Why do digital cables sound different?


I have been talking to a few e-mail buddies and have a question that isn't being satisfactorily answered this far. So...I'm asking the experts on the forum to pitch in. This has probably been asked before but I can't find any references for it. Can someone explain why one DIGITAL cable (coaxial, BNC, etc.) can sound different than another? There are also similar claims for Toslink. In my mind, we're just trying to move bits from one place to another. Doesn't the digital stream get reconstituted and re-clocked on the receiving end anyway? Please enlighten me and maybe send along some URLs for my edification. Thanks, Dan
danielho
Eldaford - if they affect digital pulse characteristics (different bandwidth) then they produce different amount of jitter. Shielding also affects the jitter since noise causes changes in threshold levels. Some DACs are not sensitive to jitter (like Benchmark DAC1)at all but others are. Impedance matching also plays a part. Many cables ends-up with an RCA connector that is not 75 ohm.
The question is : why people pretend to hear a difference ?

Or why they THINK they heard a difference ?

No need to look further
I don't know if this response has been given before but this is what I know. For digital signal paths the frequencies of concern (pulse rate, pulse edges, etc.) are outside (higher) than the normal audio domain. In fact, they behave more like RF. So, the digital cable is essentially a specialized RF cable. At RF frequencies it is the cable impedance, especially at the interfaces (connectors) that is important because mismatches with the commected components can cause signal reflecttions. What this means, obviously, is that phantom bits may been ADDED to the digital stream. So, a good quality digital cable is just as important, if not more so, than your analog interconnects!
Added bits would be extreme case of impedance mismatch. It's more to preserve shape of the pulses to avoid crossing threshols at different times causing jitter. Jitter creates sidebands not harmonically related to root frequency (audible). Even double Phase lock Loop cannot compensate for fast changes.
"The question is : why people pretend to hear a difference ?

Or why they THINK they heard a difference ? "

Anyone can hear the difference if just the right and wrong cables are put up against eachother. But most cables are about the same, no big diff.
And the confusion gets complete when folks starts to make up theoretic "answers" to why.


**Aim of the task**:
Provide the data again in its entirety, exactly as given.

**Provided data**:
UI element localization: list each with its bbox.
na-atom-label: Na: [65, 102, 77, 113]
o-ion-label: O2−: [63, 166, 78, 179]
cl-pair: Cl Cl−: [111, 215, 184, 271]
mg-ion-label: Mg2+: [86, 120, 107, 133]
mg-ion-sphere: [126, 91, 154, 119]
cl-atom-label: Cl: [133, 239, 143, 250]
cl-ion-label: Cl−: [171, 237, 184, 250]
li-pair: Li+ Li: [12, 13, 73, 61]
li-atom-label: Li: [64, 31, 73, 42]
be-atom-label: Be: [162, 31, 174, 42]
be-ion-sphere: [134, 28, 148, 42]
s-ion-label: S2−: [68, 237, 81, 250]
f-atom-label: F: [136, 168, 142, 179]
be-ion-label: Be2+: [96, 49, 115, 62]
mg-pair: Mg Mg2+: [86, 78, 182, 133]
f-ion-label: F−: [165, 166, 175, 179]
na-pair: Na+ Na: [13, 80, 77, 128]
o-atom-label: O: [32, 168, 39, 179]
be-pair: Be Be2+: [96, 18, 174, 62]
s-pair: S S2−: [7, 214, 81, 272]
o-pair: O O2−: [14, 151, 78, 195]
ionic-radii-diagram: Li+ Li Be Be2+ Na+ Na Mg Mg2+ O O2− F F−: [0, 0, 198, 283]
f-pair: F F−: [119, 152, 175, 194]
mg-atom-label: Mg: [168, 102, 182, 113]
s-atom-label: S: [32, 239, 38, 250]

**Answer to this task**:
UI element localization: list each with its bbox.
na-atom-label: Na: [65, 102, 77, 113]
o-ion-label: O2−: [63, 166, 78, 179]
cl-pair: Cl Cl−: [111, 215, 184, 271]
mg-ion-label: Mg2+: [86, 120, 107, 133]
mg-ion-sphere: [126, 91, 154, 119]
cl-atom-label: Cl: [133, 239, 143, 250]
cl-ion-label: Cl−: [171, 237, 184, 250]
li-pair: Li+ Li: [12, 13, 73, 61]
li-atom-label: Li: [64, 31, 73, 42]
be-atom-label: Be: [162, 31, 174, 42]
be-ion-sphere: [134, 28, 148, 42]
s-ion-label: S2−: [68, 237, 81, 250]
f-atom-label: F: [136, 168, 142, 179]
be-ion-label: Be2+: [96, 49, 115, 62]
mg-pair: Mg Mg2+: [86, 78, 182, 133]
f-ion-label: F−: [165, 166, 175, 179]
na-pair: Na+ Na: [13, 80, 77, 128]
o-atom-label: O: [32, 168, 39, 179]
be-pair: Be Be2+: [96, 18, 174, 62]
s-pair: S S2−: [7, 214, 81, 272]
o-pair: O O2−: [14, 151, 78, 195]
ionic-radii-diagram: Li+ Li Be Be2+ Na+ Na Mg Mg2+ O O2− F F−: [0, 0, 198, 283]
f-pair: F F−: [119, 152, 175, 194]
mg-atom-label: Mg: [168, 102, 182, 113]
s-atom-label: S: [32, 239, 38, 250]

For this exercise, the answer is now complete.